A year ago, you launched The Kraken Wakes as an AI-powered game. What lessons have you learned from that experience?
We learned so much from that. The Kraken Wakes is a classic book by John Wyndham who wrote Day Of The Triffids. I love the book! I think the characters are really great. I wanted to meet them. It has five hours of gameplay, and you’re properly immersed – voice in, voice out, you’re speaking to the different characters.
Adapting a classic novel is a really high mountain to climb. It was a very ambitious project. We ran it for over a year online and have since taken it down because we want to focus on other areas.
It wasn't what you did in the game that was important, it was how you did it – by the end, it's how you left the characters and the relationships that you had. The planet will always be invaded by aliens, you will always have to escape London and go to the cottage in Cornwall, those are key events that will always happen in that title. But at the end, when you're reflecting on everything that's happened, that is infinite, because that’s what we bring you with Charisma.
What’s next for you?
Charisma as a platform was developed seven years ago. So we were pre-OpenAI! We've carved a very strong niche in our particular area. Funnily enough, we're seeing a lot of growth in companies that have tried using large language models to run characters in their games and are finding that they are not delivering for them. They are expensive, they take a lot to set up and maintain. So we're winning those contracts now. People are thinking, “Hang on. Charisma has solved this already.”

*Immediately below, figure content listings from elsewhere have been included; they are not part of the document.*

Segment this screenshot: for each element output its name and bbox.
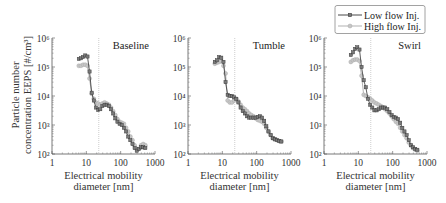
legend: Low flow Inj. High flow Inj. xyxy=(335,6,425,34)
x-tick-label: 1000 xyxy=(146,158,165,168)
data-point xyxy=(88,70,91,73)
data-point xyxy=(122,126,125,129)
x-tick-label: 10 xyxy=(354,158,364,168)
x-axis-label: Electrical mobility xyxy=(200,170,279,181)
data-point xyxy=(112,112,115,115)
y-tick-label: 10⁴ xyxy=(37,92,51,102)
data-point xyxy=(239,106,242,109)
data-point xyxy=(224,81,227,84)
data-point xyxy=(401,126,404,129)
data-point xyxy=(399,121,402,124)
data-point xyxy=(405,133,408,136)
data-point xyxy=(280,140,283,143)
data-point xyxy=(358,48,361,51)
data-point xyxy=(364,86,367,89)
data-point xyxy=(269,133,272,136)
data-point xyxy=(235,97,238,100)
data-point xyxy=(265,125,268,128)
panel-title: Tumble xyxy=(253,40,286,51)
x-axis-label: Electrical mobility xyxy=(64,170,143,181)
y-tick-label: 10⁶ xyxy=(37,34,50,44)
data-point xyxy=(131,142,134,145)
data-point xyxy=(237,101,240,104)
y-tick-label: 10⁶ xyxy=(173,34,186,44)
y-tick-label: 10⁶ xyxy=(309,34,322,44)
x-axis-label: Electrical mobility xyxy=(336,170,415,181)
data-point xyxy=(124,130,127,133)
data-point xyxy=(88,77,92,81)
data-point xyxy=(260,116,263,119)
data-point xyxy=(267,130,270,133)
data-point xyxy=(215,59,218,62)
y-tick-label: 10² xyxy=(173,150,186,160)
y-tick-label: 10³ xyxy=(37,121,50,131)
x-tick-label: 1000 xyxy=(282,158,301,168)
legend-label-high-flow: High flow Inj. xyxy=(364,21,421,32)
y-tick-label: 10² xyxy=(37,150,50,160)
y-axis-label: Particle number xyxy=(10,61,21,128)
data-point xyxy=(86,55,89,58)
data-point xyxy=(416,148,419,151)
data-point xyxy=(220,56,223,59)
y-tick-label: 10⁴ xyxy=(173,92,187,102)
legend-label-low-flow: Low flow Inj. xyxy=(364,10,419,21)
data-point xyxy=(129,139,132,142)
data-point xyxy=(407,139,410,142)
y-tick-label: 10⁵ xyxy=(173,63,186,73)
y-tick-label: 10² xyxy=(309,150,322,160)
data-point xyxy=(90,91,93,94)
square-marker-icon xyxy=(348,13,351,16)
data-point xyxy=(263,119,266,122)
panel-title: Swirl xyxy=(398,40,421,51)
panel-title: Baseline xyxy=(113,40,149,51)
data-point xyxy=(362,79,365,82)
x-tick-label: 10 xyxy=(218,158,228,168)
data-point xyxy=(388,110,391,113)
x-axis-label: diameter [nm] xyxy=(210,181,270,192)
y-tick-label: 10⁵ xyxy=(37,63,50,73)
y-tick-label: 10³ xyxy=(309,121,322,131)
x-axis-label: diameter [nm] xyxy=(74,181,134,192)
x-tick-label: 100 xyxy=(386,158,401,168)
x-axis-label: diameter [nm] xyxy=(346,181,406,192)
x-tick-label: 1 xyxy=(322,158,327,168)
y-tick-label: 10³ xyxy=(173,121,186,131)
x-tick-label: 1 xyxy=(186,158,191,168)
data-point xyxy=(109,108,112,111)
data-point xyxy=(396,117,399,120)
data-point xyxy=(107,104,110,107)
data-point xyxy=(114,117,117,120)
data-point xyxy=(99,108,102,111)
x-tick-label: 100 xyxy=(250,158,265,168)
x-tick-label: 1 xyxy=(50,158,55,168)
data-point xyxy=(351,51,354,54)
y-axis-label: concentration EEPS [#/cm³] xyxy=(22,36,33,154)
data-point xyxy=(127,135,130,138)
data-point xyxy=(222,60,225,63)
data-point xyxy=(360,65,363,68)
data-point xyxy=(403,130,406,133)
x-tick-label: 100 xyxy=(114,158,129,168)
x-tick-label: 10 xyxy=(82,158,92,168)
data-point xyxy=(144,146,147,149)
particle-size-distribution-figure: 110100100010²10³10⁴10⁵10⁶BaselineElectri… xyxy=(0,0,446,203)
y-tick-label: 10⁴ xyxy=(309,92,323,102)
y-tick-label: 10⁵ xyxy=(309,63,322,73)
x-tick-label: 1000 xyxy=(418,158,437,168)
circle-marker-icon xyxy=(348,24,352,28)
data-point xyxy=(366,97,369,100)
data-point xyxy=(92,99,95,102)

We're starting to see the maturation of people's approach to AI, and as a mature company, we match that. We’ve been experimenting with generative AI since GPT-2. We're looking at how we can mushroom what we do, and have a much broader impact on the industry. It is an ambitious goal, but we're working in stealth at the moment on a new research piece. I think it will have a massive impact on the creative industries across all sectors.
From a vision perspective, I think we've seen an enormous move of revenues away from the games industry, from publishing, from the media sector, into big tech. Just look at the move from advertising away from Channel Four or whatever into Meta; they know it's an existential crisis. So if we can create an ecosystem that can power the next stage of the creator economy, then that's a good thing. We're working on that at the moment and hopefully breaking surface later this year.

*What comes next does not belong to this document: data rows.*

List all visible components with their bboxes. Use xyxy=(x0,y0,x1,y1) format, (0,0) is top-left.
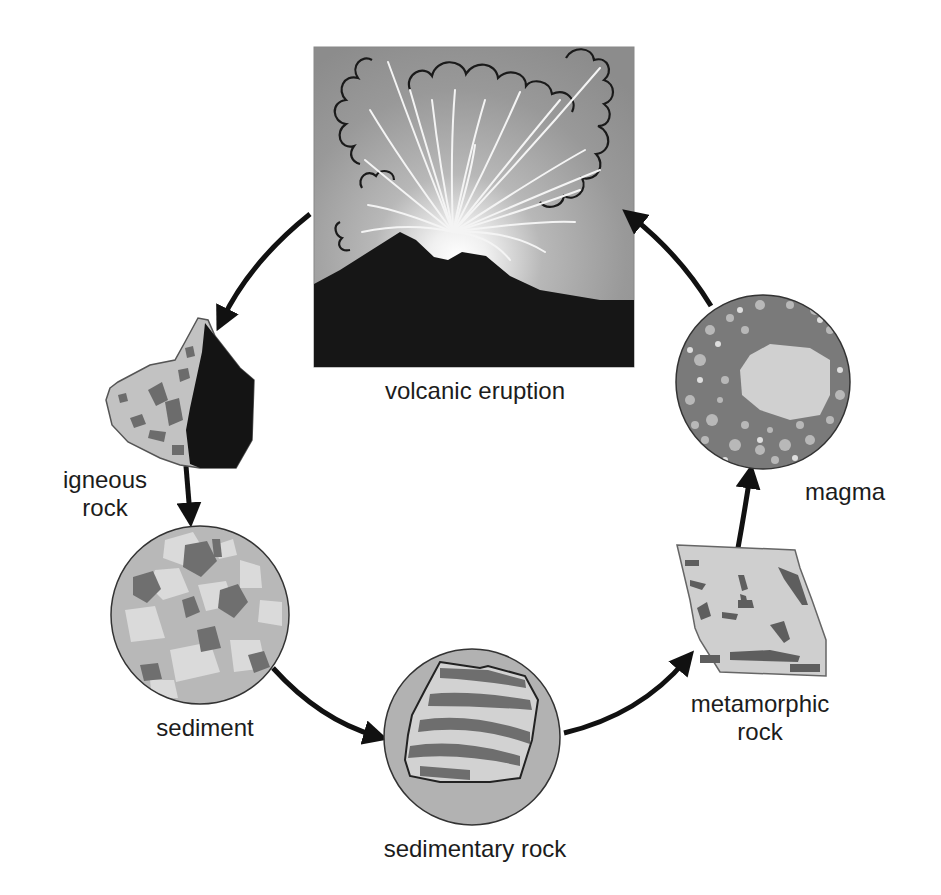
arrow-sediment-to-sedimentary xyxy=(273,668,376,736)
arrow-metamorphic-to-magma xyxy=(738,476,750,548)
sedimentary-rock-image xyxy=(384,649,560,825)
sediment-image xyxy=(111,526,289,704)
igneous-rock-image xyxy=(106,318,254,468)
label-igneous-rock-line1: igneous xyxy=(40,466,170,494)
label-igneous-rock-line2: rock xyxy=(40,494,170,522)
arrow-magma-to-eruption xyxy=(632,217,711,306)
rock-cycle-diagram xyxy=(0,0,941,895)
metamorphic-rock-image xyxy=(677,545,826,676)
label-metamorphic-rock-line1: metamorphic xyxy=(660,690,860,718)
volcanic-eruption-image xyxy=(314,47,634,367)
label-igneous-rock: igneous rock xyxy=(40,466,170,522)
arrow-eruption-to-igneous xyxy=(222,214,310,320)
label-metamorphic-rock: metamorphic rock xyxy=(660,690,860,746)
label-sediment: sediment xyxy=(130,714,280,742)
magma-image xyxy=(676,295,850,469)
label-volcanic-eruption: volcanic eruption xyxy=(330,377,620,405)
label-sedimentary-rock: sedimentary rock xyxy=(350,835,600,863)
label-metamorphic-rock-line2: rock xyxy=(660,718,860,746)
arrow-igneous-to-sediment xyxy=(186,466,190,515)
label-magma: magma xyxy=(790,478,900,506)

Further down the rabbit hole
Some useful news, views and links to keep you going until next time…
You can read a slightly longer version of this chat with Guy Gadney on Charisma.ai’s website, where you can also see the announcement about a new integration partnership between Charisma.ai and custom avatar studio Union Avatars.
What does the EU’s AI Act mean for game developers? A blog by legal experts Futura Digital.
Fine-tuning for GPT-4o is now available, enabling developers to customize GPT-4o with their own datasets to improve accuracy for specific use cases.
Nvidia’s AI NPCs are set to debut in Mecha Break, a new multiplayer battle game coming in 2025.
Kinetix, the AI emote creator, picked up the gong for Best AI Games Tech at the Mobile Games Awards 2024 in Cologne this week.